As Bike-Share Pilot Lurches Along, Supe Wiener Calls for Full-Scale Launch

Barclays Cycle Hire in London. Photo: mikesandra4/Flickr
While San Franciscans eagerly await the repeatedly-delayed launch of the Bay Area’s small-scale bike-share pilot program, which has now been downsized to a minuscule 700 bikes (350 of them in SF), Supervisor Scott Wiener says San Francisco needs to take the initiative to move ahead and launch a “full-scale system” throughout the city by next year.
Wiener plans to introduce a resolution [PDF] at today’s Board of Supervisors meeting calling on the SF Municipal Transportation Agency to move beyond the pilot being planned by the Bay Area Air Quality Management District and launch a citywide bike-share system by 2014. American cities including New York, Chicago, Portland, and Los Angeles are all expected to launch their respective systems by then.

Scott Wiener at Bike to Work Day 2011. Photo: Dyami Serna, SFBC
“All over the world, cities are recognizing the tremendous value of city-wide bike-share programs in reducing traffic, improving public transit and stimulating the local economy,” Wiener said in a statement. “Here in San Francisco, we should be doing everything we can to establish and start reaping the benefits from a full-scale bike share program.”
Bike-share, which the SFMTA has called one of the most cost-effective ways to increase bike ridership, was originally promised to launch in the spring of 2012 in five cities along the Peninsula, from San Francisco to San Jose. However, the BAAQMD has delayed the 1,000-bike pilot program, citing the general complexity of coordinating a regional system between five municipalities.
Karen Schkolnick, the BAAQMD’s grant programs manager, said the current launch date is set for this August, and that the pilot will initially only include 700 bikes, though the agency expects to deliver the full 1,000 bikes within the following six months. The reason, she said, is that the $7,000,000 program won’t be adequate to provide the 1,000-bike system as originally thought, and the agency hopes to get more funding from private sponsors with the initial 700-bike launch. “Basically, we used local funding to seed it,” she said.
Ultimately, said Schkolnick, the BAAQMD hopes the system will sustain itself on sponsorship funds and membership fees, and expand to the East Bay with as many as 10,000 bikes. But Wiener said he wants to make sure “we’re not just, in the future, waiting on the Air Board. I believe we should be pushing forward with our own expansion.”
“We know what we need here, and we need a lot more bike-sharing,” he said.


- **What this task involves**: Below are the entries; transcribe them exactly and drop every picture.

(Dataset entries)
§ §

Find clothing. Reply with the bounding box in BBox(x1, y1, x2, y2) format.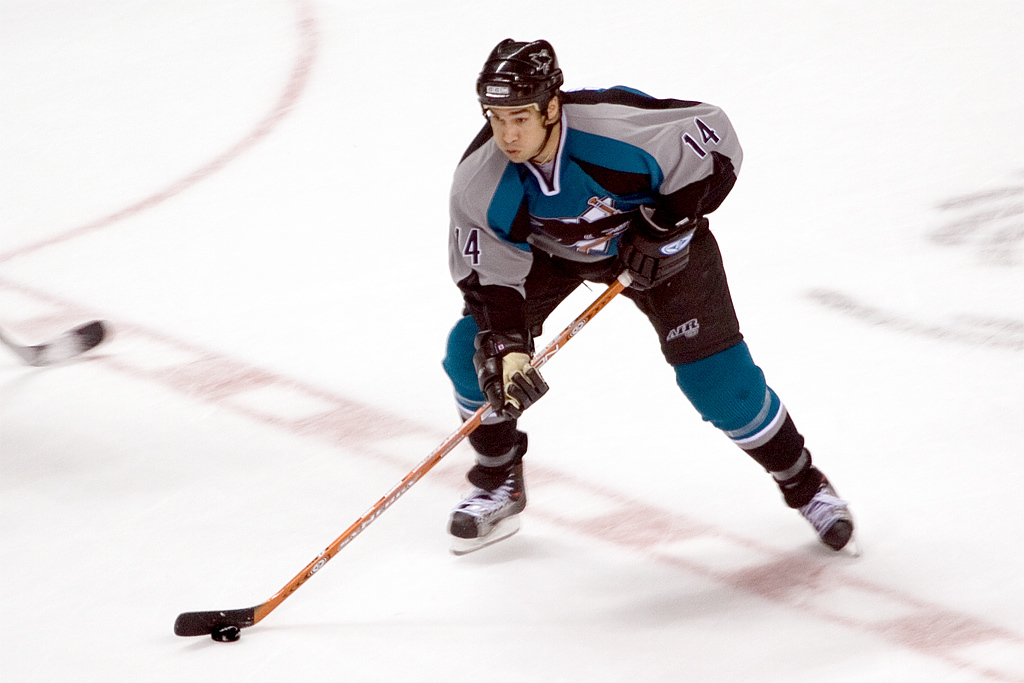
BBox(456, 117, 854, 510).
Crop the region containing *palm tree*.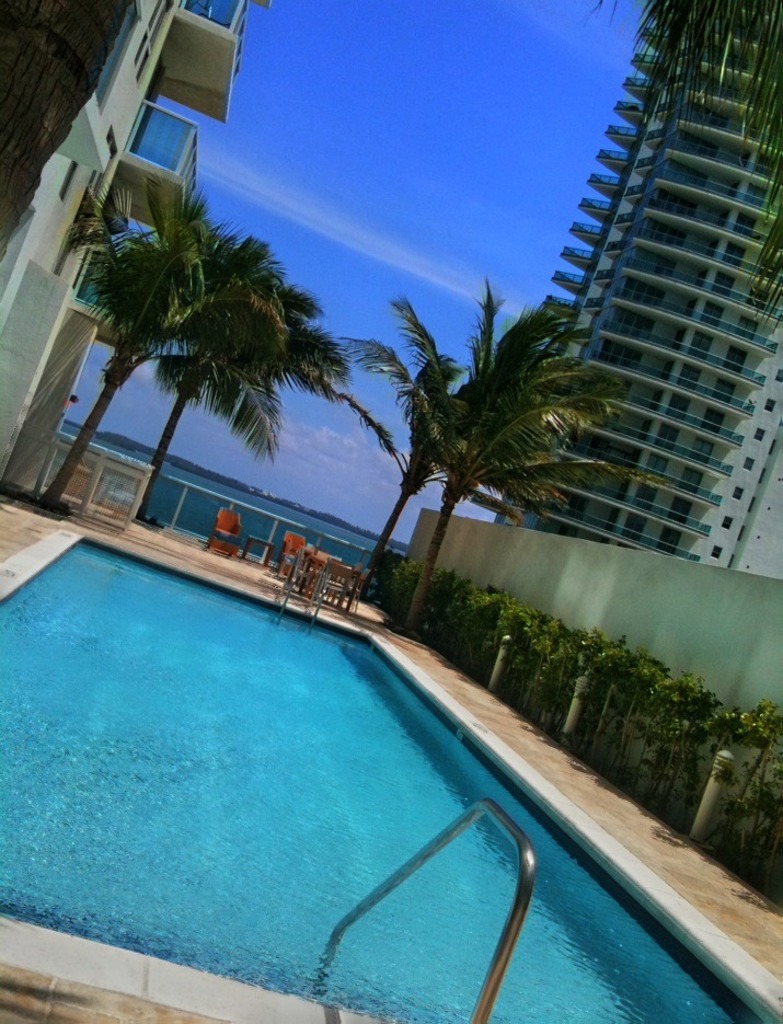
Crop region: rect(28, 192, 335, 506).
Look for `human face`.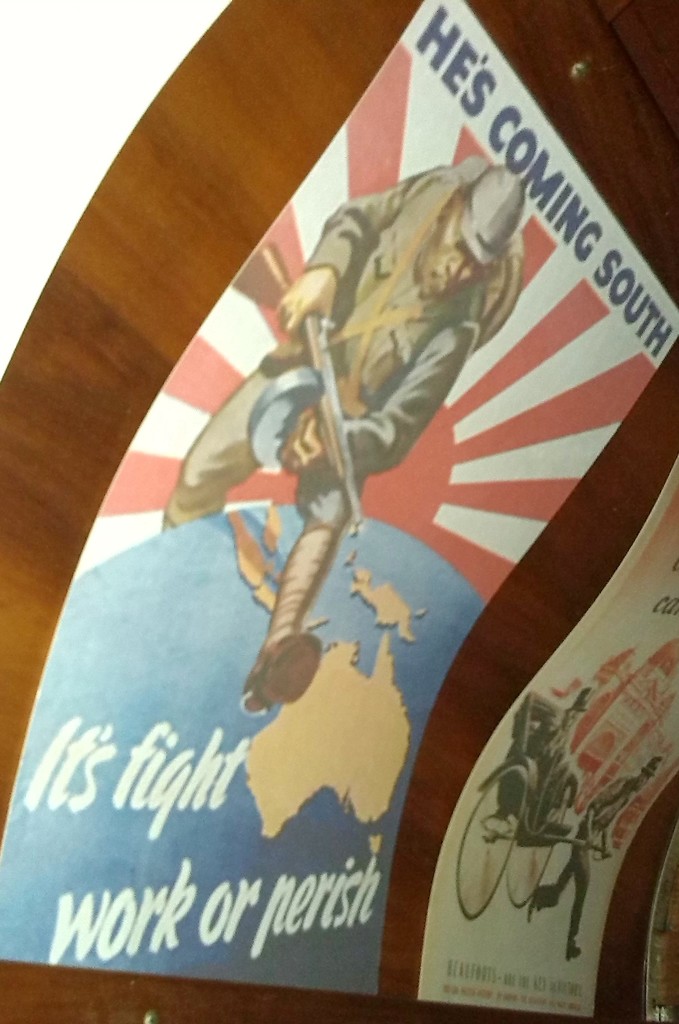
Found: 637:774:653:792.
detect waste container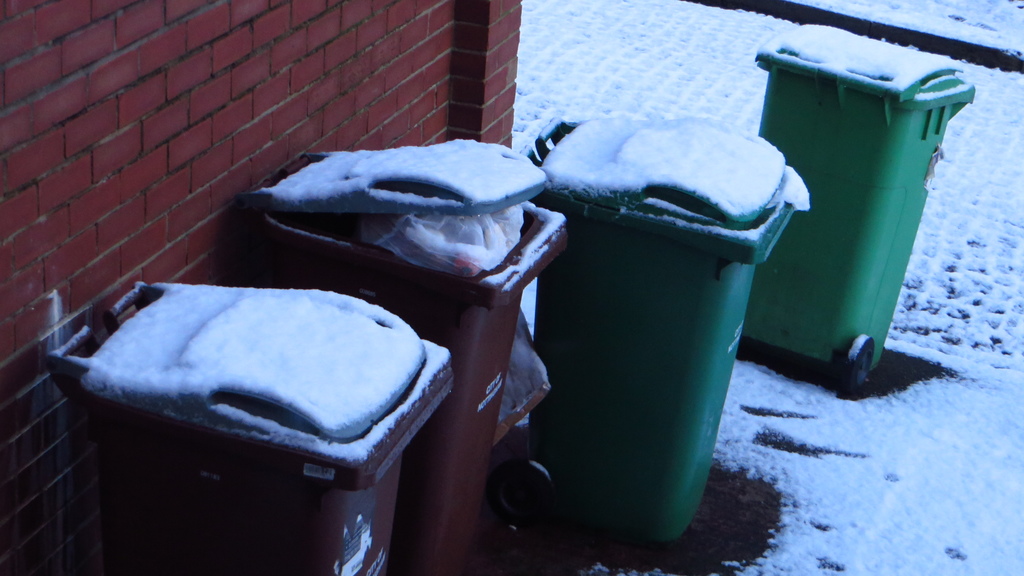
rect(40, 286, 458, 575)
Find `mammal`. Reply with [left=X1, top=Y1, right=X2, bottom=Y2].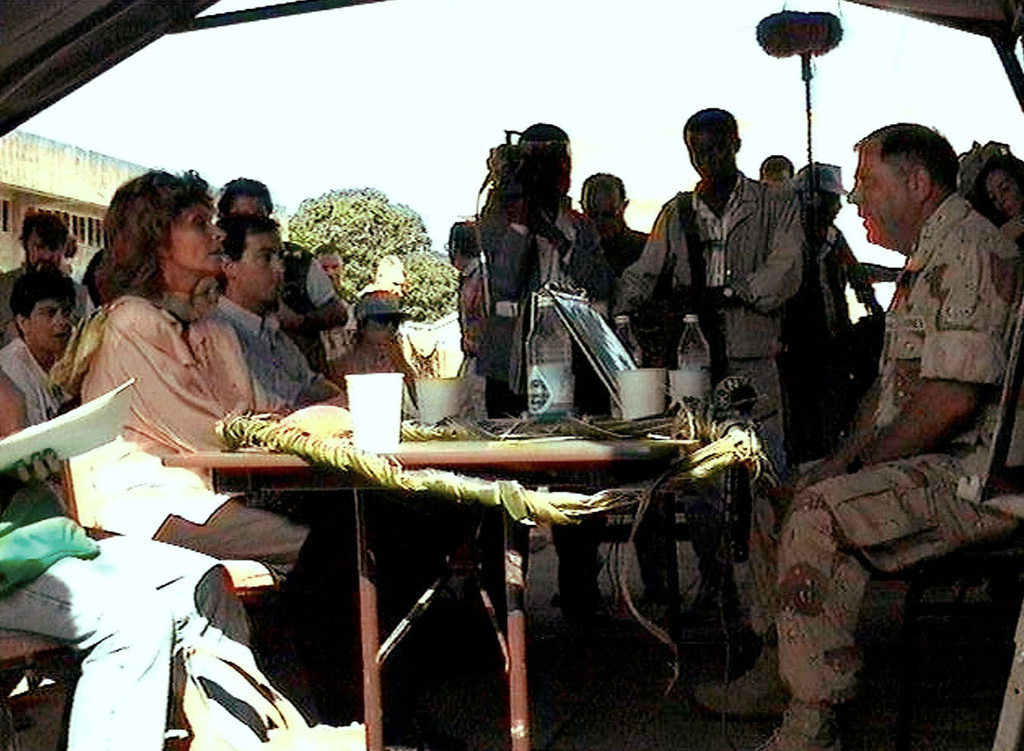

§ §

- **Output below**:
Find clothing. Reply with the bounding box in BBox(x1, y1, x2, y2) format.
BBox(456, 117, 854, 510).
Crop the region containing *palm tree*.
Crop region: rect(28, 192, 335, 506).
Look for `human face`.
Found: 637:774:653:792.
detect waste container
rect(40, 286, 458, 575)
Find `mammal`. Reply with [left=X1, top=Y1, right=X2, bottom=Y2].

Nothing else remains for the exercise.